Colour lithographed postcard, 130 x 90 mm. A very rare Ottoman postcard featuring one of the earliest printed maps to focus on the Asir region, then nominally part of Ottoman Yemen, but today a part of Saudi Arabia. The card was part of a series made by Ibrahim Hilmi, one of the premier Istanbul cartographers of the era. - Ibrahim Hilmi Cigiracan (1876-1963) was one of the most important publishers and cartographers of the late Ottoman Empire. Born in Tulcea (now in Romania), he founded his first printing shop in Istanbul in 1896, under the name "Kitaphane-i Islami" (Islamic Library), largely producing religious books. Subsequently, Hilmi became interested in military affairs, geography and history, and changed the name of his press to "Kitaphane-i Islam ve Askeri" (Islamic and Military Library). He published about 200 military books, and his atlases (especially his "Pocket Atlas") were among the most popular cartographic items throughout the empire. During WWI, Hilmi gained the affection of the public for his charitable programme of sending free books to poor children in Anatolia. - Hilmi's enterprise thrived until Atatürk's Republican regime nationalized the publishing of law and school books in the 1920s, undercutting the most lucrative part of his business. However, Hilmi left an enduring legacy, having published over a thousand books on a wide variety of topics over three decades. - Very good, overall clean and crisp, just some very light even toning and slight stains to verso.

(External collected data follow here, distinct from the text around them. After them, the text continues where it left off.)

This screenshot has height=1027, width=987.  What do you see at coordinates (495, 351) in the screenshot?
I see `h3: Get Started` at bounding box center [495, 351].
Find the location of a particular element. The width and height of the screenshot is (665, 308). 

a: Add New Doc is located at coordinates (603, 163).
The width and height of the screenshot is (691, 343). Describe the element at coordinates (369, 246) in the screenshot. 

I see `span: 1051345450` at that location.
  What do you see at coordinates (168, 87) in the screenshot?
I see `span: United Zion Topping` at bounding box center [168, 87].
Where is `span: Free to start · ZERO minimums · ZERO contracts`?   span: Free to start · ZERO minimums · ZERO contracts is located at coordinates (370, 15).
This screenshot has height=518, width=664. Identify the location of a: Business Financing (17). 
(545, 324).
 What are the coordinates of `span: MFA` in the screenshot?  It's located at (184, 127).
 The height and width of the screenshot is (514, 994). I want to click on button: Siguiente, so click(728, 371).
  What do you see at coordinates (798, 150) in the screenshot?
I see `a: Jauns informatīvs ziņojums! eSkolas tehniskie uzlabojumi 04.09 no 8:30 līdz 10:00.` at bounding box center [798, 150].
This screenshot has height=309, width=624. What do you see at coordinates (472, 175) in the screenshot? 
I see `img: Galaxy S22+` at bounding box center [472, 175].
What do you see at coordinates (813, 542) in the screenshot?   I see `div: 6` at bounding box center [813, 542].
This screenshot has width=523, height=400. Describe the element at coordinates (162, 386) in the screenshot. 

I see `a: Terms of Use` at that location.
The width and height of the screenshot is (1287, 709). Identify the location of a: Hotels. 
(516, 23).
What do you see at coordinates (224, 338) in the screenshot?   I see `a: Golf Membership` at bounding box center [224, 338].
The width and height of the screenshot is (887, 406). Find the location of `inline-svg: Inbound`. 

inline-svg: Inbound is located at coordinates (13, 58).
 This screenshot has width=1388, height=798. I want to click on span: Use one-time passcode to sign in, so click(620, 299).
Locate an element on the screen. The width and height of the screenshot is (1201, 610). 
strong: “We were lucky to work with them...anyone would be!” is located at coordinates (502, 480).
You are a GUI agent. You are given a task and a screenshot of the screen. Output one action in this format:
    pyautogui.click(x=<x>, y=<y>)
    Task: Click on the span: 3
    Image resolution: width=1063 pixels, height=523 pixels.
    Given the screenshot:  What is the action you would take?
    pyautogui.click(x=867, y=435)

8vo., First Edition, with portrait frontispiece, and numerous photographs, illustrations and diagrams in the text, signature erased from front free endpaper; black cloth, backstrip lettered in silver, a very good, bright, clean copy in price-clipped dustwrapper. SIGNED BY THE AUTHOR ON FRONT FREE ENDPAPER. With personal armorial bookplate on front free endpaper. VERY SCARCE, ESPECIALLY A SIGNED COPY.